Saturday, November 04, 2006

Lisey's Story


By: Stephen King
My favorite author is Stephen King. I don't see him as a simply horror writer but as a craftsman of Americana. His latest novel has been earning rave reviews from everyone and he's been making the rounds of interviews and getting great press (check out the podcast!). In my quest to live frugally I've been good about not buying books, utilizing the libraries, and waiting for paperback editions. However I will make exceptions for Stephen King. His last novel Cell I managed to wait, I checked it out from the library, and I haven't even gotten to his pulp paperback The Colorado Kid. So when I heard Lisey's Story was on it's way out I thought it could wait. It turns out I couldn't, lucky for me.
What happened was we did this play at the Rep called Eurydice, which was an amazing production and I am so proud to have been a part of it. My friend Linda saw the show and in turn has been inspired to sketch and blog about one of the central themes of the play which is messages from beyond the grave.
And here I will quote from her blog because she describes the idea better than I can: "Before Eurydice dies the first time, her dead father writes letters of advice and love to her from the underworld, and sends them up into the world of the living, though she doesn't see them. Later Orpheus sends her letters of music of despair from above, stuffing them into the ground. "I'll give this letter to a worm. I hope he finds you." The letters in the play manifest in the world they were sent to on actual sheets of paper. But it got me thinking. What if all these synchronicities, these funny coincidences that feel so much like personal correspondence, were actually messages from my lost loves? My grandfathers? My grandmothers? My friends? My father?"
As it turns out Lisey's Story is also about messages from beyond the grave. And I thought, (In keeping with synchronicity) I have to read this book right now when it's relevant to my immediate artistic life. So off I went to Borders with a 40% off coupon and a week later here we are.
Lisey's Story is a portrait of a marriage, and the grief one feels when one partner has died and the other must go on. Instead of using messenger worms Scott Landon has left a scavenger hunt (a bool) for Lisey to remember him by so she can move through her grief in stages, and as in all King novels no one can be just left alone to do what needs doing. In Lisey's case it's dealing with her sister's depression and psychotic break and dealing with a psycho who wants her dead husbands manuscripts. Interestingly as we see her look back on her 25 year marriage she has not only been the good woman behind her successful man, but she has also been his salvation. We come to find that while she saved Scott on numerous occasion he pays his due by saving her from beyond his death and letting her know that she was the one secret to his success and he knew it and appreciated it. The second secret is a place called Boo'ya Moon. An alternate reality where Scott could go to escape his troubled childhood, recover from his wounds, and find fresh ideas. It contains a 'pool where we all go down to drink, to swim, to catch a little fish from the edge of the shore; it's also the pool where some hardy souls go out in their flimsy wooden boats after the big ones. It is the pool of life, the cup of imagination.'
I am so impressed by the language of this book which is mostly written in the shorthand of Scott and Lisey's marriage, it has lot's of babytalk but it stays the course. I am so impressed by the metaphor of Boo'ya Moon, which we all have seen even if we only visit it at night when we are asleep. I am still astounded by the similarities to Eurydice. A pool of inspiration that hypnotizes in Boo'ya Moon, and the river of forgetfulness in the Underworld. Orpheus and Eurydice are Scott and Lisey, the famous man and the woman behind him. A Nasty Interesting Man tries to seduce Eurydice and a nasty nutcase named Dooley tries to harm Lisey. Even the Chorus of Stones in Eurydice appeared in Boo'ya Moon as the Lotus Eaters, 'Dip yourself in the river!' 'Be Quiet! We want to watch the Hollyhocks." I am floored by the fact that these two different stories are the same yet totally different. Told through specific poetic language, yet again totally different. And they both made me feel sad, but happy to experience something so beautiful. This is what Linda means by synchronicity and I am truly touched by it...

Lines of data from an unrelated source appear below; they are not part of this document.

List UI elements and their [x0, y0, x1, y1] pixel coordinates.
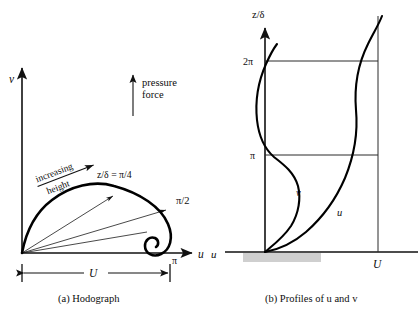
- u-curve-label: u: [337, 207, 342, 218]
- panel-a-U-dimension: U: [22, 264, 170, 282]
- ytick-label-pi: π: [250, 150, 255, 161]
- panel-a-v-axis-label: v: [9, 73, 15, 85]
- panel-b-caption: (b) Profiles of u and v: [265, 293, 358, 305]
- hodograph-ray-pi-4: [22, 196, 113, 253]
- panel-b-profiles: z/δ u U 2π π u v (b) Profiles of u and v: [211, 9, 418, 305]
- figure-root: v u pressure force increasing height z/δ…: [0, 0, 418, 317]
- pressure-force-label-line2: force: [142, 89, 164, 100]
- panel-b-z-axis-label: z/δ: [252, 9, 265, 20]
- panel-b-U-label: U: [373, 258, 382, 270]
- panel-a-hodograph: v u pressure force increasing height z/δ…: [9, 68, 204, 305]
- panel-b-u-axis-label: u: [211, 248, 217, 260]
- u-profile-curve: [265, 16, 382, 252]
- v-profile-curve: [256, 44, 299, 252]
- ground-hatch: [243, 253, 321, 262]
- panel-a-caption: (a) Hodograph: [58, 293, 120, 305]
- hodograph-label-pi-over-2: π/2: [176, 195, 189, 206]
- hodograph-label-pi: π: [172, 255, 177, 266]
- pressure-force-label-line1: pressure: [142, 77, 177, 88]
- U-dim-label: U: [89, 267, 98, 279]
- ytick-label-2pi: 2π: [243, 56, 253, 67]
- increasing-height-label-line1: increasing: [34, 161, 74, 184]
- hodograph-ray-extra: [22, 232, 147, 253]
- increasing-height-label-line2: height: [45, 178, 71, 196]
- panel-a-u-axis-label: u: [198, 248, 204, 260]
- ekman-figure-svg: v u pressure force increasing height z/δ…: [0, 0, 418, 317]
- v-curve-label: v: [296, 187, 301, 198]
- hodograph-label-pi-over-4: z/δ = π/4: [97, 169, 132, 180]
- hodograph-spiral-curve: [22, 184, 171, 256]
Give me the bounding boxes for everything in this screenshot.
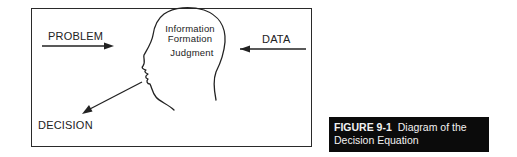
figure-caption: FIGURE 9-1Diagram of the Decision Equati…	[329, 117, 489, 152]
decision-arrow-icon	[82, 82, 142, 114]
caption-title-line2: Decision Equation	[334, 134, 489, 147]
head-text-formation: Formation	[158, 34, 222, 44]
data-label: DATA	[262, 33, 291, 45]
caption-line1: FIGURE 9-1Diagram of the	[334, 121, 489, 134]
figure-number: FIGURE 9-1	[334, 121, 392, 133]
head-text-judgment: Judgment	[162, 48, 222, 58]
caption-title-line1: Diagram of the	[398, 121, 467, 133]
problem-label: PROBLEM	[48, 30, 103, 42]
problem-arrow-icon	[42, 43, 114, 50]
data-arrow-icon	[240, 46, 306, 53]
decision-label: DECISION	[38, 119, 93, 131]
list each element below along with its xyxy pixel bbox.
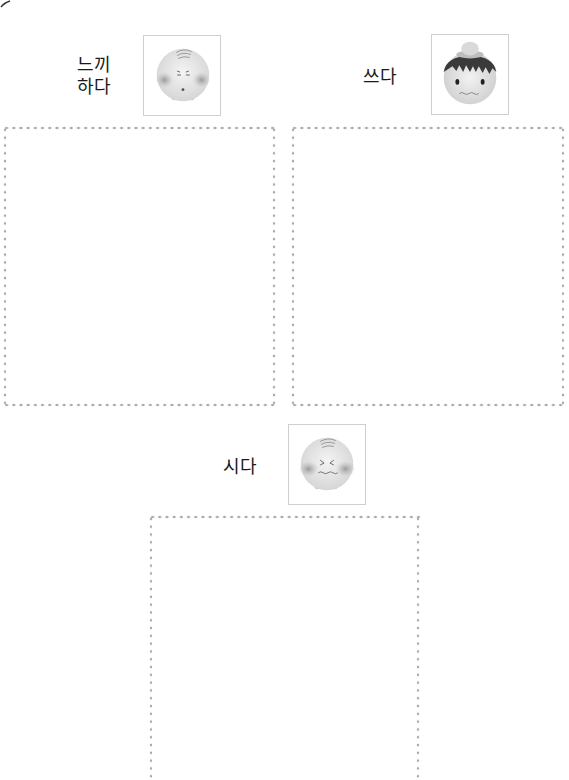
face-card-bitter — [431, 34, 509, 115]
drawing-area-sour[interactable] — [149, 515, 420, 780]
drawing-area-greasy[interactable] — [3, 126, 276, 407]
corner-mark-icon — [0, 0, 12, 8]
bitter-face-icon — [432, 35, 508, 114]
word-label-greasy: 느끼 하다 — [64, 54, 124, 98]
sour-face-icon — [289, 425, 365, 504]
word-label-bitter: 쓰다 — [350, 66, 410, 88]
drawing-area-bitter[interactable] — [291, 126, 565, 407]
word-label-sour: 시다 — [210, 456, 270, 478]
face-card-greasy — [143, 35, 221, 116]
face-card-sour — [288, 424, 366, 505]
greasy-face-icon — [144, 36, 220, 115]
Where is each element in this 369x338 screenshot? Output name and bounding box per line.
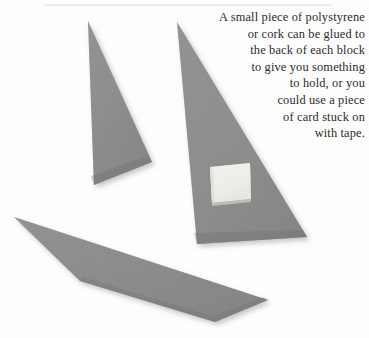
photo-figure: A small piece of polystyrene or cork can… <box>0 0 369 338</box>
photograph-canvas <box>0 0 369 338</box>
polystyrene-block <box>210 163 251 206</box>
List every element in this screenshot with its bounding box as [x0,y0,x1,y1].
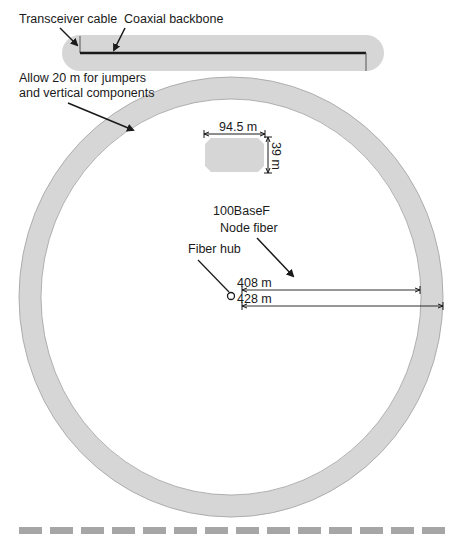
dash-segment [236,527,259,534]
transceiver-cable-label: Transceiver cable [19,12,117,26]
building-footprint [205,138,264,172]
allow-label-line2: and vertical components [19,86,155,100]
standard-label: 100BaseF [213,204,270,218]
dash-segment [360,527,383,534]
node-fiber-label: Node fiber [220,221,278,235]
backbone-segment [62,35,384,71]
building-height-label: 39 m [269,142,283,170]
dash-segment [81,527,104,534]
fiber-hub-label: Fiber hub [188,242,241,256]
coaxial-backbone-label: Coaxial backbone [124,12,223,26]
dashed-boundary [19,527,445,534]
dash-segment [50,527,73,534]
building-width-label: 94.5 m [219,120,257,134]
dash-segment [205,527,228,534]
dim-inner-label: 408 m [237,276,272,290]
fiber-hub-icon [228,293,235,300]
dash-segment [112,527,135,534]
dash-segment [298,527,321,534]
dash-segment [143,527,166,534]
node-fiber-arrow [257,238,293,276]
dash-segment [267,527,290,534]
dash-segment [329,527,352,534]
dash-segment [174,527,197,534]
dash-segment [19,527,42,534]
dash-segment [391,527,414,534]
network-diagram: Transceiver cable Coaxial backbone Allow… [0,0,460,540]
allow-label-line1: Allow 20 m for jumpers [19,71,146,85]
fiber-hub-pointer [198,260,229,292]
dash-segment [422,527,445,534]
dim-outer-label: 428 m [237,292,272,306]
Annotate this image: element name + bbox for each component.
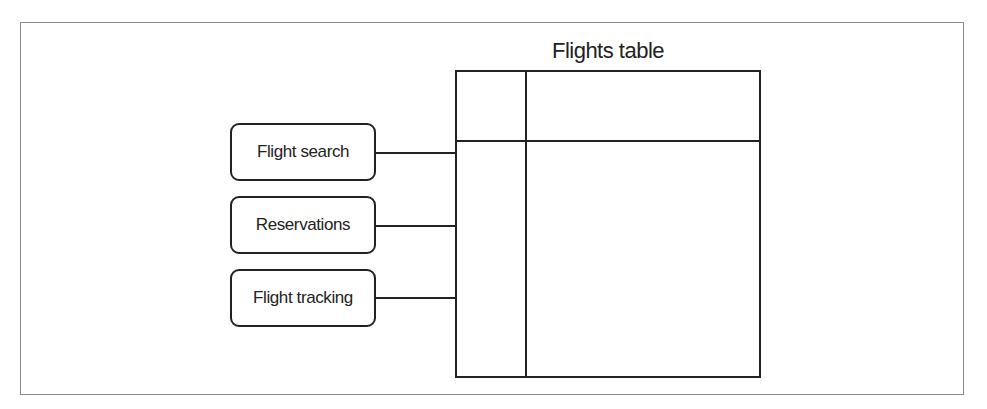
node-flight-tracking: Flight tracking (230, 269, 376, 327)
connector-flight-tracking (376, 297, 456, 299)
table-title: Flights table (455, 38, 761, 64)
node-label: Flight search (257, 142, 349, 162)
connector-flight-search (376, 152, 456, 154)
connector-reservations (376, 225, 456, 227)
table-header-divider (457, 140, 759, 142)
node-label: Flight tracking (253, 288, 353, 308)
node-flight-search: Flight search (230, 123, 376, 181)
flights-table (455, 70, 761, 378)
node-label: Reservations (256, 215, 350, 235)
table-column-divider (525, 72, 527, 376)
node-reservations: Reservations (230, 196, 376, 254)
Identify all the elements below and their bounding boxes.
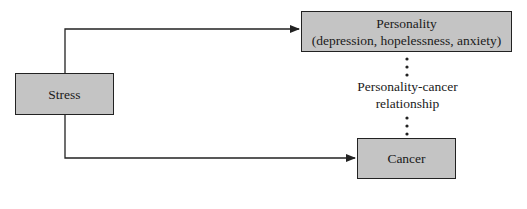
- relationship-label-line2: relationship: [330, 95, 485, 112]
- cancer-node: Cancer: [357, 138, 456, 179]
- personality-node: Personality (depression, hopelessness, a…: [301, 11, 512, 52]
- cancer-label: Cancer: [387, 150, 425, 167]
- personality-title: Personality: [376, 15, 437, 32]
- relationship-label: Personality-cancer relationship: [330, 78, 485, 112]
- edge-stress-to-cancer: [65, 115, 355, 158]
- dotted-connector-bottom: [405, 116, 408, 135]
- personality-subtitle: (depression, hopelessness, anxiety): [312, 32, 502, 49]
- relationship-label-line1: Personality-cancer: [330, 78, 485, 95]
- stress-node: Stress: [15, 73, 114, 115]
- dotted-connector-top: [405, 57, 408, 76]
- edge-stress-to-personality: [65, 29, 299, 73]
- stress-label: Stress: [48, 86, 80, 103]
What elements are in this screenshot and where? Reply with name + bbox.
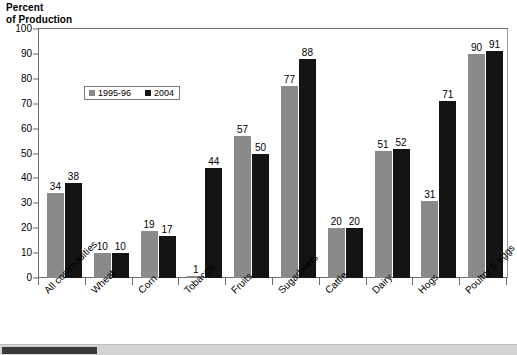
bar[interactable]: 88 (299, 59, 316, 278)
bar[interactable]: 51 (375, 151, 392, 278)
bar-value-label: 77 (284, 74, 295, 85)
horizontal-scrollbar[interactable] (0, 344, 517, 355)
x-tick-mark (459, 278, 460, 285)
bar-value-label: 19 (143, 219, 154, 230)
bar-value-label: 90 (471, 42, 482, 53)
bar-group: 7788 (281, 29, 316, 278)
bar[interactable]: 90 (468, 54, 485, 278)
bar-value-label: 20 (331, 216, 342, 227)
bar-group: 1917 (141, 29, 176, 278)
bar[interactable]: 50 (252, 154, 269, 279)
y-tick-mark (33, 128, 38, 129)
y-axis: 0102030405060708090100 (0, 20, 40, 285)
y-tick-mark (33, 228, 38, 229)
x-tick-mark (412, 278, 413, 285)
y-tick-mark (33, 103, 38, 104)
y-tick-label: 100 (15, 24, 32, 34)
bar-value-label: 51 (377, 139, 388, 150)
bar-value-label: 57 (237, 124, 248, 135)
gray-swatch (89, 90, 95, 96)
y-tick-mark (33, 178, 38, 179)
bar[interactable]: 34 (47, 193, 64, 278)
x-tick-mark (132, 278, 133, 285)
y-tick-mark (33, 203, 38, 204)
bar-value-label: 20 (349, 216, 360, 227)
bar-value-label: 52 (395, 137, 406, 148)
y-tick-label: 40 (21, 173, 32, 183)
bar-group: 1010 (94, 29, 129, 278)
bar-group: 144 (187, 29, 222, 278)
legend-item: 2004 (145, 89, 174, 98)
y-tick-label: 90 (21, 49, 32, 59)
bar-group: 5750 (234, 29, 269, 278)
bar[interactable]: 20 (346, 228, 363, 278)
bar-group: 3171 (421, 29, 456, 278)
y-tick-label: 70 (21, 99, 32, 109)
x-tick-mark (38, 278, 39, 285)
x-tick-mark (178, 278, 179, 285)
bar-value-label: 44 (208, 156, 219, 167)
bar[interactable]: 31 (421, 201, 438, 278)
bar-value-label: 91 (489, 39, 500, 50)
y-tick-label: 50 (21, 149, 32, 159)
bar-value-label: 38 (68, 171, 79, 182)
y-tick-mark (33, 253, 38, 254)
bar-value-label: 31 (424, 189, 435, 200)
x-tick-mark (319, 278, 320, 285)
y-tick-label: 0 (26, 273, 32, 283)
bar-value-label: 71 (442, 89, 453, 100)
scrollbar-thumb[interactable] (2, 347, 97, 354)
y-tick-label: 10 (21, 248, 32, 258)
bar[interactable]: 19 (141, 231, 158, 278)
black-swatch (145, 90, 151, 96)
x-tick-mark (272, 278, 273, 285)
bar-group: 3438 (47, 29, 82, 278)
bar-value-label: 17 (161, 224, 172, 235)
chart-legend: 1995-962004 (84, 86, 180, 100)
y-tick-mark (33, 153, 38, 154)
x-tick-mark (366, 278, 367, 285)
x-tick-mark (506, 278, 507, 285)
y-tick-mark (33, 78, 38, 79)
bar-value-label: 10 (115, 241, 126, 252)
bar-group: 2020 (328, 29, 363, 278)
bars-layer: 343810101917144575077882020515231719091 (39, 29, 507, 278)
bar[interactable]: 71 (439, 101, 456, 278)
bar-group: 9091 (468, 29, 503, 278)
bar-value-label: 34 (50, 181, 61, 192)
x-tick-mark (225, 278, 226, 285)
y-tick-mark (33, 29, 38, 30)
bar[interactable]: 52 (393, 149, 410, 278)
bar[interactable]: 77 (281, 86, 298, 278)
x-tick-mark (85, 278, 86, 285)
bar-chart: Percent of Production 010203040506070809… (0, 0, 517, 355)
bar-group: 5152 (375, 29, 410, 278)
bar[interactable]: 57 (234, 136, 251, 278)
y-tick-label: 60 (21, 124, 32, 134)
y-tick-label: 80 (21, 74, 32, 84)
bar-value-label: 88 (302, 47, 313, 58)
y-tick-mark (33, 53, 38, 54)
legend-item: 1995-96 (89, 89, 131, 98)
bar[interactable]: 91 (486, 51, 503, 278)
legend-label: 2004 (154, 89, 174, 98)
bar-value-label: 50 (255, 142, 266, 153)
bar[interactable]: 17 (159, 236, 176, 278)
y-tick-label: 20 (21, 223, 32, 233)
legend-label: 1995-96 (98, 89, 131, 98)
y-tick-label: 30 (21, 198, 32, 208)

"I will give this letter to a worm, I hope he finds you."

"I will holler you home"

2 comments:

Linda S. Wingerter said...

Ah, decisions = depression. I buy that. I hate hate making decisions, and my synchronicity-following has been so joyful because I've let them make a lot of my decsisions. But recently they've seemed to be in conflict with each other, thus I need to make decisions again, thus I've been depressed.

For good magazines that just can't possibly be GOP-controlled, try Harpers and Bust! Bust rocks.

I hate decisions so much I can't even spell the word right.

tumbletell said...

thank you for your post on this book (which i found through linda's link.) it isn't a book i would have found on my own. it was so interesting, esp. thinking of it in relation to the myth.

the other part of this book which struck me particularly was about writing a book--that writing a book is having the faith & courage to follow a string to its end. and if the string doesn't break, the book is the prize (not the money you get for it.)

standing as i am holding the first few yards of a string of my own, the idea gives me a little push to keep going.